GPS Manufacturers Monitor Alerts to Relieve Undue Stress on Law Enforcement
Friday, June 10th, 2011
In an economy that continues to realize the need to change traditional operations in all sectors as we deal with a paradigm shift in financial resource allocation, the United States is embracing every affordable technological application in the hopes of increasing efficiency while decreasing actual human presence in a cornucopia of different services. To aid in this undertaking, many different civilian GPS tracking system manufacturers throughout the nation have contracted with local law enforcement departments in hope of utilizing the potential of a GPS tracker to replace traditional probationary measures related to certain types of criminal offenses. One of the most common types of convicted criminal that law enforcement officers distribute a GPS tracker to is sex offenders on parole. By utilizing the ability of GPS tracking technology to inform law enforcement officials of a person’s current location at any given moment, parole officers are able to take control of a much larger number of cases at any given time. While one of the most cited benefits of a GPS tracker in monitoring convicts’ movement is its motion-activated alert system, the sensitivity of this feature has become an increasing burden on some law enforcement departments nationwide. Fortunately, many GPS tracking system manufacturers are coming to the aid of police department officials.

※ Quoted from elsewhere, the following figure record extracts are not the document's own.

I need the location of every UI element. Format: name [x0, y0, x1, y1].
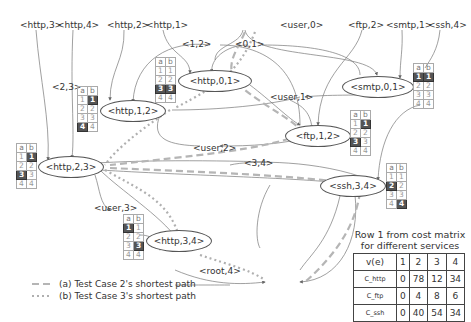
label-ftp-2: <ftp,2>: [348, 20, 384, 30]
edge-label-user-1: <user,1>: [270, 92, 313, 102]
label-ssh-4: <ssh,4>: [428, 20, 467, 30]
label-smtp-1: <smtp,1>: [386, 20, 432, 30]
node-http-3-4[interactable]: <http,3,4>: [146, 230, 212, 252]
legend-path-a: (a) Test Case 2's shortest path: [59, 279, 196, 289]
edge-label-3-4: <3,4>: [244, 158, 273, 168]
node-http-1-2[interactable]: <http,1,2>: [100, 100, 166, 122]
state-table-http-0-1: ab 11 22 33 44: [155, 57, 176, 103]
node-http-2-3[interactable]: <http,2,3>: [38, 156, 104, 178]
cost-matrix-table: v(e) 1 2 3 4 C_http 0 78 12 34 C_ftp 0 4…: [353, 253, 465, 322]
label-http-4: <http,4>: [57, 20, 99, 30]
label-http-1: <http,1>: [146, 20, 188, 30]
state-table-ftp-1-2: ab 11 22 33 44: [350, 110, 371, 156]
edge-label-0-1: <0,1>: [235, 39, 264, 49]
node-http-0-1[interactable]: <http,0,1>: [178, 70, 252, 92]
edge-label-user-3: <user,3>: [94, 203, 137, 213]
state-table-ssh-3-4: ab 11 22 33 44: [386, 163, 407, 209]
label-http-2: <http,2>: [107, 20, 149, 30]
state-table-http-1-2: ab 11 22 33 44: [77, 86, 98, 132]
node-smtp-0-1[interactable]: <smtp,0,1>: [342, 76, 414, 98]
state-table-http-2-3: ab 11 22 33 44: [16, 143, 37, 189]
node-root-4: <root,4>: [199, 266, 241, 276]
cost-matrix-caption: Row 1 from cost matrix for different ser…: [352, 229, 468, 251]
state-table-smtp-0-1: ab 11 22 33 44: [413, 63, 434, 109]
label-user-0: <user,0>: [280, 20, 323, 30]
state-table-http-3-4: ab 11 22 33 44: [123, 214, 144, 260]
legend-path-b: (b) Test Case 3's shortest path: [59, 291, 196, 301]
edge-label-1-2: <1,2>: [182, 39, 211, 49]
node-ftp-1-2[interactable]: <ftp,1,2>: [285, 125, 351, 147]
node-ssh-3-4[interactable]: <ssh,3,4>: [320, 175, 386, 197]
edge-label-user-2: <user,2>: [193, 143, 236, 153]
label-http-3: <http,3>: [20, 20, 62, 30]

California tracks more paroled sex offenders by means of a GPS tracker than any other state in the country. The entire purpose of using a GPS tracking system is its proven application in detecting when a convict moves out of a designated area or even moves from one room to another inside that same area. Every time a substantial movement occurs, or even if the battery on the GPS tracker is low, an alert is sent to the local law enforcement department’s headquarters for review. This causes officers to be distracted from their normal operations in order to check in on parolees that many times are not doing anything in violation of their parole.
However, starting June 15 many GPS tracking system vendors will begin screening thousands of alerts and ensuring that only the most serious ones make it to the law enforcement headquarters. This sharing of tracking responsibility will help to allow parole officers an exponentially greater amount of time in face to face interactions with offenders. GPS tracking devices currently generate 64,000 alerts per month, according to California corrections department data. With other states already farming out their GPS tracker alerts to third party monitoring centers, California’s law enforcement sector will surely realize a greater amount of flexibility once the alert outsourcing program is fully operational.